When I was in high school, I took all the standard English courses. In college, I took quite a few literature courses that involved reading great books and writing papers about them. And then I went to journalism school and learned a whole new kind of writing.
In traditional journalism, paragraphs are short and succinct. Quotations from experts cement the story together. The beginning is critical. It must grab the reader’s attention. But the ending doesn’t really matter too much. There’s a good chance it will get cut at page make up. And even if it doesn’t, most people never read that far. To this day, I still have trouble with endings.
Newspaper writing is about being fast and thorough, about getting both sides of a story. And above all else, it’s about being accurate. If we misspelled a person’s name or the name of an organization or company, we got an automatic F.
A few of the classes I took in grad school focused on feature writing. Features are the longer, more in-depth pieces that run in a newspaper’s Sunday magazine section and in most monthly publications. They take longer to research and write, and they may include some creative elements, such as a scene-setting introduction or occasional wordplay.
I loved writing features, and the instructor told me I had a good ear for language. She wasn’t the first person to say that. Teachers had told me that all through school, but I never really knew what they meant. I did ask a couple of times, but their explanations didn’t help much.
Finally, when I joined a Society of Children’s Book Writers and Illustrators (SCBWI) critique group in 2001, I met a poet named Susan Richmond. She made the same comment, and I asked the same question.
But Susan’s answer wasn’t the same at all. What she did was remarkable. She took the time to deconstruct a piece of my writing and show me exactly what she meant.
Even though I was unconscious of it, my brain was often making very deliberate word choices.

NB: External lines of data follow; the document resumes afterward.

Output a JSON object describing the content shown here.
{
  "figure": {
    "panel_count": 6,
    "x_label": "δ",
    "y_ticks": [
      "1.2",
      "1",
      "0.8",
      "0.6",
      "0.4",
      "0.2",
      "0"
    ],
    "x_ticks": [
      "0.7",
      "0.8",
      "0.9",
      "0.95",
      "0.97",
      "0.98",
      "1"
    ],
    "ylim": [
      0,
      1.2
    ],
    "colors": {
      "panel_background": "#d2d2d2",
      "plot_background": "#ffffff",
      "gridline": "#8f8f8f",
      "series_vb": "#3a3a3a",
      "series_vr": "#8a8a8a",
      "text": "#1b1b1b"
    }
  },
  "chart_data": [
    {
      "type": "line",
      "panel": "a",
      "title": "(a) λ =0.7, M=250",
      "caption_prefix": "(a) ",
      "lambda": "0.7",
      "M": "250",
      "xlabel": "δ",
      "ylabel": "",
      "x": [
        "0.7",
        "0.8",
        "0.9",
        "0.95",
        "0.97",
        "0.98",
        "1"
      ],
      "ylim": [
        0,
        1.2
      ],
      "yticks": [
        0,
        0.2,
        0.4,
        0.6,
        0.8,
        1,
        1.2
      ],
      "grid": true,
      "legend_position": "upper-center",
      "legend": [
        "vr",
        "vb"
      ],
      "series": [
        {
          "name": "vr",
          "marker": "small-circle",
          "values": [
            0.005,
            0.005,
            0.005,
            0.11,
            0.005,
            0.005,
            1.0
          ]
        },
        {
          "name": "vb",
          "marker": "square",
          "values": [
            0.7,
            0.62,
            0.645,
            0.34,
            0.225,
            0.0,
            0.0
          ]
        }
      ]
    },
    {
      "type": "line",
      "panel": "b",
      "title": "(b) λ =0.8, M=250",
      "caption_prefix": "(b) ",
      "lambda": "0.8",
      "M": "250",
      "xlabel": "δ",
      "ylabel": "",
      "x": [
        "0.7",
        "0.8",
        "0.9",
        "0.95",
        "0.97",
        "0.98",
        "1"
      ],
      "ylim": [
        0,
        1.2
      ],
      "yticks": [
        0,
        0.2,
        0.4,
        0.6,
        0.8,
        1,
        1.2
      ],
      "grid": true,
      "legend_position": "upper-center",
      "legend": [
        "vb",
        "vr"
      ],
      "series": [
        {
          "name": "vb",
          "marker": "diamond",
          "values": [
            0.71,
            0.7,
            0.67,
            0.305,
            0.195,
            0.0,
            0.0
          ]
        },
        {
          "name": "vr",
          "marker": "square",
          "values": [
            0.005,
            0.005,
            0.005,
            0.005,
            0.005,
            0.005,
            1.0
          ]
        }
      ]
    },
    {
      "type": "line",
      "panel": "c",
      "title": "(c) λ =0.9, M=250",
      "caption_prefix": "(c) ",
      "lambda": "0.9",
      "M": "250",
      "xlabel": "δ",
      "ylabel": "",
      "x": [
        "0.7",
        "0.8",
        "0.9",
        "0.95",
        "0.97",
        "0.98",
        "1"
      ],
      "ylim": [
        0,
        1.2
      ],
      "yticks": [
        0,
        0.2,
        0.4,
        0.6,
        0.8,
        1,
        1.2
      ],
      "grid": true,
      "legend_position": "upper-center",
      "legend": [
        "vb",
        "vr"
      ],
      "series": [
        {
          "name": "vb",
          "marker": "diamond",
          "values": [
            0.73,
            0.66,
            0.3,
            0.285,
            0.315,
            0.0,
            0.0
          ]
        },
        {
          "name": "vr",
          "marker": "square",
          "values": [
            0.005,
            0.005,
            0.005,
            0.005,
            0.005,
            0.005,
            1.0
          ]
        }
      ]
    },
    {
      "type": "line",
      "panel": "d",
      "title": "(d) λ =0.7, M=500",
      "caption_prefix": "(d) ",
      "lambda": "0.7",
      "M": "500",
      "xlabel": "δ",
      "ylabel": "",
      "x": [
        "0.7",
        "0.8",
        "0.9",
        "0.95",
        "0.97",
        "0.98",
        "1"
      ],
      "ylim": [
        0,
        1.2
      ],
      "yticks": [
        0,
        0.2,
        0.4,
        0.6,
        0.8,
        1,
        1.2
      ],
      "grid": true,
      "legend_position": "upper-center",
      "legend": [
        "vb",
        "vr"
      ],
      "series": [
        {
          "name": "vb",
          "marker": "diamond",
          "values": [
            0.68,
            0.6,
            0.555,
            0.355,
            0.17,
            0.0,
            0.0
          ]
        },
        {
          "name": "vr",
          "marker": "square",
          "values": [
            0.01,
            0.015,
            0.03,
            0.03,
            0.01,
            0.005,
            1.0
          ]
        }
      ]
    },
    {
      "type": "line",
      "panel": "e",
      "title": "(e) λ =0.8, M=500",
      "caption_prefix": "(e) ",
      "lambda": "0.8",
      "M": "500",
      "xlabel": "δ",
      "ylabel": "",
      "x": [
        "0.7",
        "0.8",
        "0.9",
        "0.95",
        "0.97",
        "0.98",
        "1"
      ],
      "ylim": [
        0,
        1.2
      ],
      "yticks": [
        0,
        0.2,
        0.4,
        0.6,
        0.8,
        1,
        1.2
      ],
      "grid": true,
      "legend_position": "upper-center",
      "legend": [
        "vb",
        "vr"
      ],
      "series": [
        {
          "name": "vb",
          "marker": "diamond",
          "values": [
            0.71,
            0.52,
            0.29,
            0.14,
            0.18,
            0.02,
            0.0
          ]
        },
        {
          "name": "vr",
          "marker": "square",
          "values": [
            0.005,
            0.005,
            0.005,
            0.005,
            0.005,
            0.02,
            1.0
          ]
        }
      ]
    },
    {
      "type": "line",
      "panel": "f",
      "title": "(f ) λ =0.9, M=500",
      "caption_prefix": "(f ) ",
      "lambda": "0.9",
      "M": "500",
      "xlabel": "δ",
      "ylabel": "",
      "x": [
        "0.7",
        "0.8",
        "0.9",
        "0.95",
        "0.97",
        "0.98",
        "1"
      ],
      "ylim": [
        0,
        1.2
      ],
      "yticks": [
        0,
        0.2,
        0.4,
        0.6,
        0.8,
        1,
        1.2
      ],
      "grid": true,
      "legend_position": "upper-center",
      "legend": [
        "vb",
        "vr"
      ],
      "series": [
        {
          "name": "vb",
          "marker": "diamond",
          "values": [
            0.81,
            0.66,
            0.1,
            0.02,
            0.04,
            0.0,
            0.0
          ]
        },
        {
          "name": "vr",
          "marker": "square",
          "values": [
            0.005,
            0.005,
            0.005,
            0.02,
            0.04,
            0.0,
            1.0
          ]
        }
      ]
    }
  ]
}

As a result, some sections of my prose were a bit lyrical.
A whole new world opened up to me as Susan explained that certain combinations of sounds and syllables are especially pleasing to the ear—it’s a matter of physics. Susan thought that if I paid more attention to word choice, my writing would become even more lyrical.
And so I did. And so it has.
Now, when I go to schools and talk to kids about writing. I tell them to pay close attention to the words and phrases they string together. The truth is every word counts.
2 comments:
Thank you for this, Melissa. My husband teaches in the J school at Columbia, and I know he tries to get his students to think about every word, too. It's not easy to inculcate in writers who are moving fast to report and meet deadlines, but it really matters. Your prose shows your care with every word. Thank you for that.
This is fascinating. I would love to be able to give my writing such a dissection. I wonder what else poets could tell us journalism-types?